Chirac’s hard line was already well-established before the Muslim riots of 2005. In 2003, Israel National News reported that he “thwarted a European Union condemnation of a strongly anti-Semitic speech by the Malaysian Prime Minister.” Yet when hate speech occurred within France, the Chirac government’s response went far beyond mere condemnation. “More than three dozen imams whose preachings are violent or do not conform with French values have been expelled since 2003,” the Associated Press reported.
Nor does the current French administration hesitate to use massive deadly force against noncombatants, as they proved in 2004. After Ivory Coast warplanes killed nine French peacekeepers and an American aid worker in a bombing raid, the French struck back against the Ivorian military—but the story did not end there. On November 6, 2004, French helicopter gunboats fired on unarmed protestors crossing a bridge in Abidjan, the capital of Cote d’Ivoire; on November 9, French forces fired on another crowd of protestors at a hotel. The final toll was 57 unarmed civilians killed and over 2,200 injured, according to the Ivorian government; French estimates are lower. The French government has rejected all demands for an investigation. And yet…responding to the October 26, 2005, suicide-bombing that killed six Israelis and wounded dozens in a Hadera marketplace, a French Foreign Ministry spokesman warned Israel that protecting its citizens by targeted killings of the terrorists would be “contrary to international law.”
It would be fitting if the G8 leaders were to acknowledge the anniversary of the 1994 blast that leveled the Buenos Aires Jewish community center—a tragedy that deserves the same solemn commemoration as 9/11 in the US, 7/7 in the UK, and 7/11 in India—and take it into account when assessing the nature of the evil that has struck Israel, and what Israel’s response should be. Unfortunately, Chirac will surely not be among the leaders who will acknowledge the Hezbollah threat and react accordingly. As Olivier Guitta noted in his article “The Chirac Doctrine,” “The French government has continued to resist calls not only from Washington and Jerusalem but also from some within Europe to label Hezbollah a terrorist organization, preferring instead to categorize the group as a ‘social’ organization.”
Perhaps the world leaders meeting in St. Petersburg as a new war rages will remember how the Allied leaders responded to the Nazi threat, for the current attack on Israel is eerily identical to Hitler’s aggression. Then, as now, diplomacy was tried for years and failed. Then, as now, the ceding of land for peace only produced further attacks. Then, as now, the aggressors had the same two goals: to exterminate the Jews, and to impose their nightmarish form of fascism on the world. As Hamas terrorists, whose charter calls for genocide of Jews and the eradication of Israel, proclaimed in a recent video, “We will rule the nations, by Allah’s will, the USA will be conquered, Israel will be conquered, Rome and Britain will be conquered.”

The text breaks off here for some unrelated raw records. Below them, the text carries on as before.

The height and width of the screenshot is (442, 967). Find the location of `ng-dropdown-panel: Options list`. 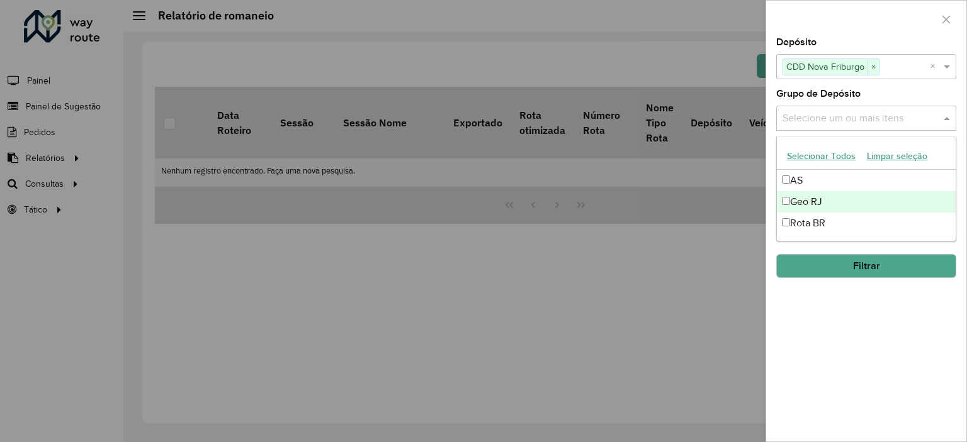

ng-dropdown-panel: Options list is located at coordinates (866, 189).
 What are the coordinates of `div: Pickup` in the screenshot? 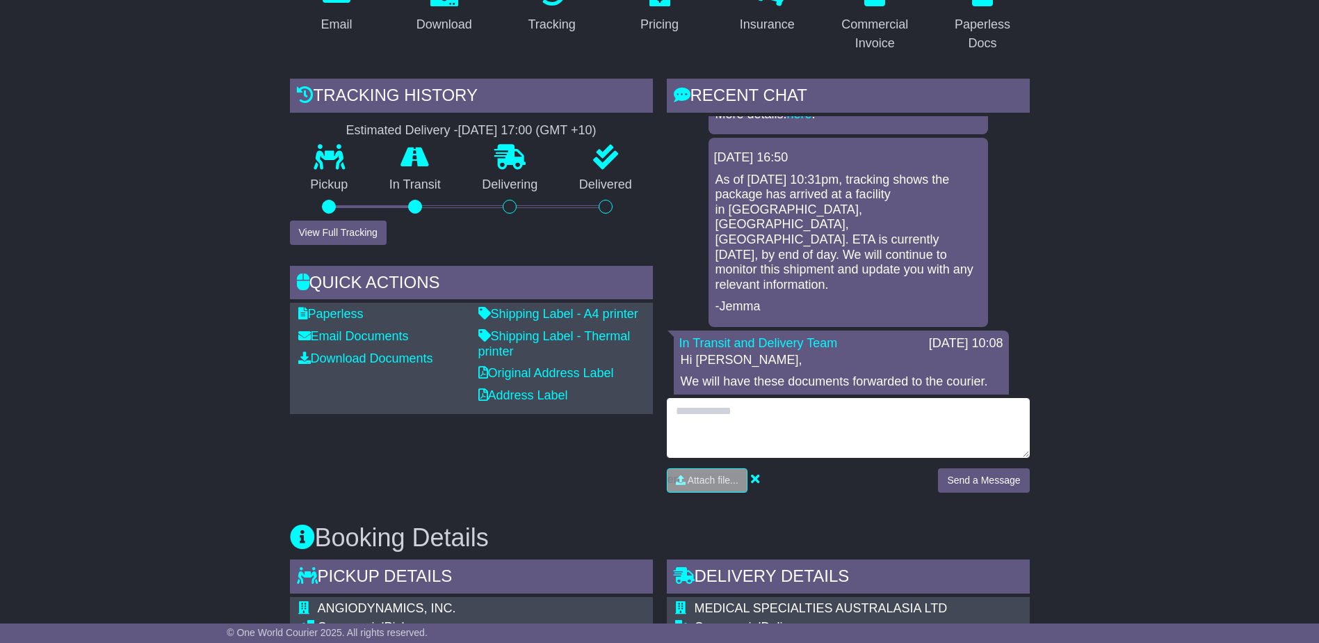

Journalist Patrick D. O’Brien, writing at clarityandresolve.com, has aptly summed up the international scope of the threat: “…the future of Western liberal democracy is squarely in the sights of very bad men who want to drag all of us—whether we are liberal, conservative, or centrist, and whether or not we support Israel—into the wretched pit of barbaric medieval theocracy they believe to be God's will. The Sunnis of Hamas, Islamic Jihad, and al-Aqsa are in lockstep with Shia Hizbullah to light the fuse in Israel as Iran puts the finishing touches on Allah's fiery final answer to the might of the infidel. The future is here, and there is scant time to shape it into the hopeful image of liberty and justice that our children deserve.”
It is unlikely that there were many calls for “proportionate response” after Pearl Harbor and Hitler’s invasion of Poland. The operative phrase at the time, both as policy and rallying cry, was “unconditional surrender” of the enemy. As author Melanie Phillips recently wrote, “Israel is our collective front line” in the Iran-led war on the free world. If the major world powers will not actively help Israel to defeat Hezbollah and Hamas as decisively as the Allies crushed Germany and Japan, the least they can do is to refrain from pressuring Israel into “restraint” that would not expected of, or practiced by, themselves or any other nation under endless attack.